Thursday, November 9, 2017

NHS: Give Us The £350m You Promised

The infamous £350m a week for the NHS that Boris Johnson, Michael Gove and other Brexiteers crowed about during the referendum should now be given to the struggling health service, the head of NHS England has demanded.

£350mThe Leavers claimed on the side of a campaign bus and in countless speeches that Britain would save that much money by not having to hand it over to the EU so it could instead be given to the NHS, adding up to an extra £18.2bn a year.

So now NHS chief executive Simon Stevens has in effect demanded “Show us the money!”, warning that otherwise voters would lose trust in politics.

That is assuming, of course, that there is any trust left following the stream of scandals that have hit Westminster and the continuing revelations about the real impact of Brexit.

With waiting times worsening in the nation’s hospitals Stevens said the NHS should be given the £350m weekly cash boost it was promised in the referendum.

Speaking to an NHS Providers conference in Birmingham, he warned that “democracy will not be strengthened if Chancellor Philip Hammond argues in his budget this month that economic turbulence caused by Brexit” means he cannot now provide extra cash for the health service.

“It Was On The Bus”

£350mStevens said the NHS was not on the ballot paper for the Brexit referendum. “But it was on the battle bus,” he said. “Vote Leave for a better funded health service – £350m a week.”

And he cited an admission earlier this year by the Vote Leave campaign director Dominic Cumming that the pro-Brexit camp may well have lost the vote if they had not deployed the £350m battle bus pledge.

“Rather that criticising these clear Brexit funding commitments to NHS patients – promises entered into by Cabinet Ministers and by MPs – the public want to see them honoured,” Stevens said.

“By the end of the NHS’s next financial year – March 2019 – the UK will have left the EU. Trust in democratic politics will not be strengthened if anyone now tries to argue ‘You voted Brexit, partly for a better funded health service, but precisely because of Brexit, you can’t have it now.’ “

Stevens warned that cancer treatments and mental health care could deteriorate if ministers were not willing to give the NHS the billions in extra funding it needs. He said the waiting list for hospital operations could hit 5 million patients.

The service “has a funding problem”, he said, and yet spending on the NHS is expected to “nosedive” over the next two years. “The budget for next year is well short of what’s needed to look after our patients and their families in their time of need.”

Don’t Be Like Greece

£350mJeremy Hunt, the Health Secretary, told the conference that the NHS was the best-funded health service in Europe. But Stevens (left) directly contradicted him in withering terms.

“Some may say ‘Aren’t we spending at the European average?‘. Well only if you think that bundling austerity-shrunken Greek and Portuguese health spending should shape the benchmark for Britain,“ Stevens said.

“If instead you think that modern Britain should look more like Germany or France or Sweden, then you are under-funding our health service by £20b to £30b a year.”

Stevens won praise from Chris Hopson, the chief executive of NHS Providers, the trade association for health service providers. “We strongly welcome the directness, honesty and clarity of what Simon Stevens has said,” Hopson said.

“We have been arguing for some time that the NHS can no longer deliver what it needs to on the funding available and it is important that Simon Stevens has said this for the first time clearly and publicly.”

“He is right to warn that without extra funding there will be consequences for patients, who will have to wait longer and may not get the treatment they should have when they need it. We are all now clear about the importance of the decision that the Government faces in the forthcoming budget.”

 

by Bob Graham

The post NHS: Give Us The £350m You Promised appeared first on Felix Magazine.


Work item.
Could you filter the data below down to the lines that hold the word "JSON"?
______
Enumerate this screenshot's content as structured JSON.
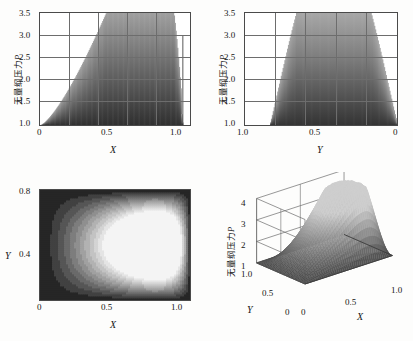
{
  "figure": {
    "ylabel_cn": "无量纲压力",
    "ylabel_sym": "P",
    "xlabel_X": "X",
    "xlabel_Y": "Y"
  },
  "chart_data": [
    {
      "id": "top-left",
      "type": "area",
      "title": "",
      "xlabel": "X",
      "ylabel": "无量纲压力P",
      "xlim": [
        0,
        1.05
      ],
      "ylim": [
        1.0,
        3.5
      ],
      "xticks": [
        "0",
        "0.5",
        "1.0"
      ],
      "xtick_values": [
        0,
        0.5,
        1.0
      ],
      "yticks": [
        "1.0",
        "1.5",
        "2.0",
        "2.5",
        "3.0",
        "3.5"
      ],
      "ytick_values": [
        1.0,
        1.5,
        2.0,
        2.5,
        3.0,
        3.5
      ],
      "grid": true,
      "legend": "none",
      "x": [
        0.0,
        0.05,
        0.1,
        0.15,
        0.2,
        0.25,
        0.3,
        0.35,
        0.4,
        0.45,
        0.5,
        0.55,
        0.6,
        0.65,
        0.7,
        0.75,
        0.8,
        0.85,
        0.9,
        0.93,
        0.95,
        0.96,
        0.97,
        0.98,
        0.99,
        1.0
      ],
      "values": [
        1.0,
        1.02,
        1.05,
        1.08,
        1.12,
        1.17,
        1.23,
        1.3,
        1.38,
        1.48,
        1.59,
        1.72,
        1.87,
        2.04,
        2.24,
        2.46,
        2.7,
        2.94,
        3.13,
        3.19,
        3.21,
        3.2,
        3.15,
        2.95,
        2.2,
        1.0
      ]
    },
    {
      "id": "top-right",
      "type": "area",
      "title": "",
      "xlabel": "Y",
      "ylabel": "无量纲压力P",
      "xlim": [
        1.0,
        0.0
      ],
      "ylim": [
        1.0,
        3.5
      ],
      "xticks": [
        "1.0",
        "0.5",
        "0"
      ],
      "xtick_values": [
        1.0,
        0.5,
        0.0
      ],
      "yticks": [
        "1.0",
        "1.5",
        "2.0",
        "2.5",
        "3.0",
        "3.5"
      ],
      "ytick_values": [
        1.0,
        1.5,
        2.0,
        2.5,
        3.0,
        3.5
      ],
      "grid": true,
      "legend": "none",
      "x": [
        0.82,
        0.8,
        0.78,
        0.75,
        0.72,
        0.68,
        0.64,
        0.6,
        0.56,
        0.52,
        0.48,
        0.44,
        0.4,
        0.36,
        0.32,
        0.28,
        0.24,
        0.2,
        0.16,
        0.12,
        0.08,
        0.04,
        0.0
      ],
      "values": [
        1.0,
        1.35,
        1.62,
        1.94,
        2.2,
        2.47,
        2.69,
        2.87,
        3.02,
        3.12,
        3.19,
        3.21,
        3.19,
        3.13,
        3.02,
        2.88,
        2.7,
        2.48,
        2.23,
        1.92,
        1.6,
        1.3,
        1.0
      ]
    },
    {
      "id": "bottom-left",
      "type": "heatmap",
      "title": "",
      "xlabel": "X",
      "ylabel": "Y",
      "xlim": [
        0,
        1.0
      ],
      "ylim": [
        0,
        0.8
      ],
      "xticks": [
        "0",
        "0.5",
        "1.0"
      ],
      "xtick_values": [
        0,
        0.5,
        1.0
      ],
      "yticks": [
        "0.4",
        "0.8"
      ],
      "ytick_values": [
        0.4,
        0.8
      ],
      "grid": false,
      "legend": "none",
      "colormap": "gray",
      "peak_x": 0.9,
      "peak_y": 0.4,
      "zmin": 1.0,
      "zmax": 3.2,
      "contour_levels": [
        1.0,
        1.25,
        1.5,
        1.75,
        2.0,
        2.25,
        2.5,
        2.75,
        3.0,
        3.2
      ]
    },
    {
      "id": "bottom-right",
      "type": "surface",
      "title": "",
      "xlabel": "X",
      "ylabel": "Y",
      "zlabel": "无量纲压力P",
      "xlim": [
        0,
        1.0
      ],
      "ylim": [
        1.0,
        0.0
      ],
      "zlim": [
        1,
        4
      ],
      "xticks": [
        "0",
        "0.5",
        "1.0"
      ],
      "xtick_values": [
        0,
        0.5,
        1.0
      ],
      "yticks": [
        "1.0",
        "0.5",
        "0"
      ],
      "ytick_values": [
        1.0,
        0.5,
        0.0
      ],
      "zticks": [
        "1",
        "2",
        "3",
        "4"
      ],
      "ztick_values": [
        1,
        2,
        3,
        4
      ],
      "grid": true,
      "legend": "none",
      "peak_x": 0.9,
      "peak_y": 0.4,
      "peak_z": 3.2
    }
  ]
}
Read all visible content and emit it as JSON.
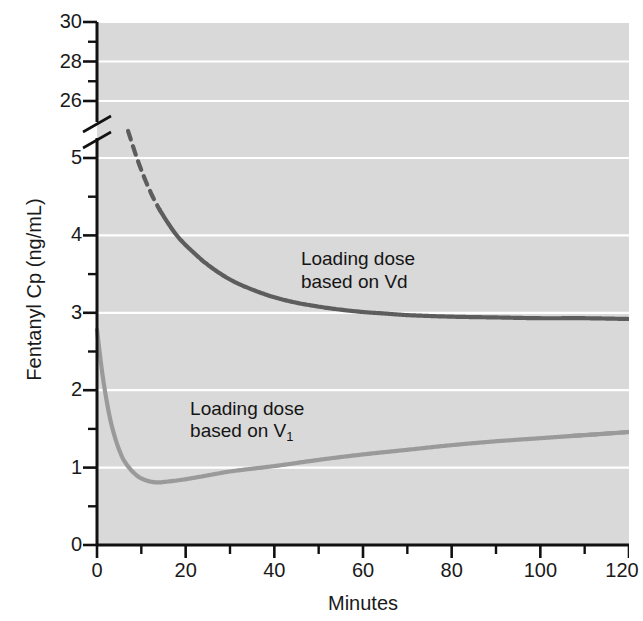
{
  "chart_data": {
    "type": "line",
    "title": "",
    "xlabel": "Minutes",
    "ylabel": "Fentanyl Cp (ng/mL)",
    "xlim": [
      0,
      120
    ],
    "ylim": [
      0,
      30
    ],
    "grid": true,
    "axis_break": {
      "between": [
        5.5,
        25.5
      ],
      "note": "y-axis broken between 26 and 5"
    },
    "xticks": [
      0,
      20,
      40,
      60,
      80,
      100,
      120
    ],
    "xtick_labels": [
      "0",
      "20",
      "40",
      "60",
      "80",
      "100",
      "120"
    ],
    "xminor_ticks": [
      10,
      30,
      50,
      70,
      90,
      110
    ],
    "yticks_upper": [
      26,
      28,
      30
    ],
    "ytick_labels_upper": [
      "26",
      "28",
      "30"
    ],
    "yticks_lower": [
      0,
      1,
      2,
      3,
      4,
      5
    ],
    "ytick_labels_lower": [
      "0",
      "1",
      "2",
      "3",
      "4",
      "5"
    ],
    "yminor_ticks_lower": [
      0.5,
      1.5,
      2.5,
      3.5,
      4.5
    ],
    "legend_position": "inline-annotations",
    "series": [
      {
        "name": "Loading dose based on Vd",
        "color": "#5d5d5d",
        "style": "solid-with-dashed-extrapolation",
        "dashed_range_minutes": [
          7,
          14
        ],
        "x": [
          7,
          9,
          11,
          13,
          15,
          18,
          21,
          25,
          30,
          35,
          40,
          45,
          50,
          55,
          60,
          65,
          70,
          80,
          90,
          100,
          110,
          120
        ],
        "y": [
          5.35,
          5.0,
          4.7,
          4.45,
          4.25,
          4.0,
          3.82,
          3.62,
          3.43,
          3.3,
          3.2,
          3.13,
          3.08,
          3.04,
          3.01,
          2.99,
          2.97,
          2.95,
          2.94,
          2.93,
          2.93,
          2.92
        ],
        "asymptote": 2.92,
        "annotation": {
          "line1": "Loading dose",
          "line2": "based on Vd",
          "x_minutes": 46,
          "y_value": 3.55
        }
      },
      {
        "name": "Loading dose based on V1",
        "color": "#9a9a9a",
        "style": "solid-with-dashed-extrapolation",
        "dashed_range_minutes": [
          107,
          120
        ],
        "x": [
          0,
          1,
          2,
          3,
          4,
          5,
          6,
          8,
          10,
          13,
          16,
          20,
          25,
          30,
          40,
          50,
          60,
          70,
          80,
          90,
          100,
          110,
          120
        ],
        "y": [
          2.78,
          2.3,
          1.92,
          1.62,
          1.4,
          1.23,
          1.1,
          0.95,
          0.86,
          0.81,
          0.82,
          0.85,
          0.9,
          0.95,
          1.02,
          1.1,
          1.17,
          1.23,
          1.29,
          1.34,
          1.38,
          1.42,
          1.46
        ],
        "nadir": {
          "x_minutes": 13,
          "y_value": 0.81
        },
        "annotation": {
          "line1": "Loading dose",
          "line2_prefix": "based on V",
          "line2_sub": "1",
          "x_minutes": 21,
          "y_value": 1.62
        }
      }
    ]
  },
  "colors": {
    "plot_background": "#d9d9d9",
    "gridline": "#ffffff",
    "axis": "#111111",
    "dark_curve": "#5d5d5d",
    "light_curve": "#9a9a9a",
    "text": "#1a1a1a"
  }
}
______
Reply to the task.
Enumerate this screenshot's content as structured JSON.
Read all visible content and emit it as JSON.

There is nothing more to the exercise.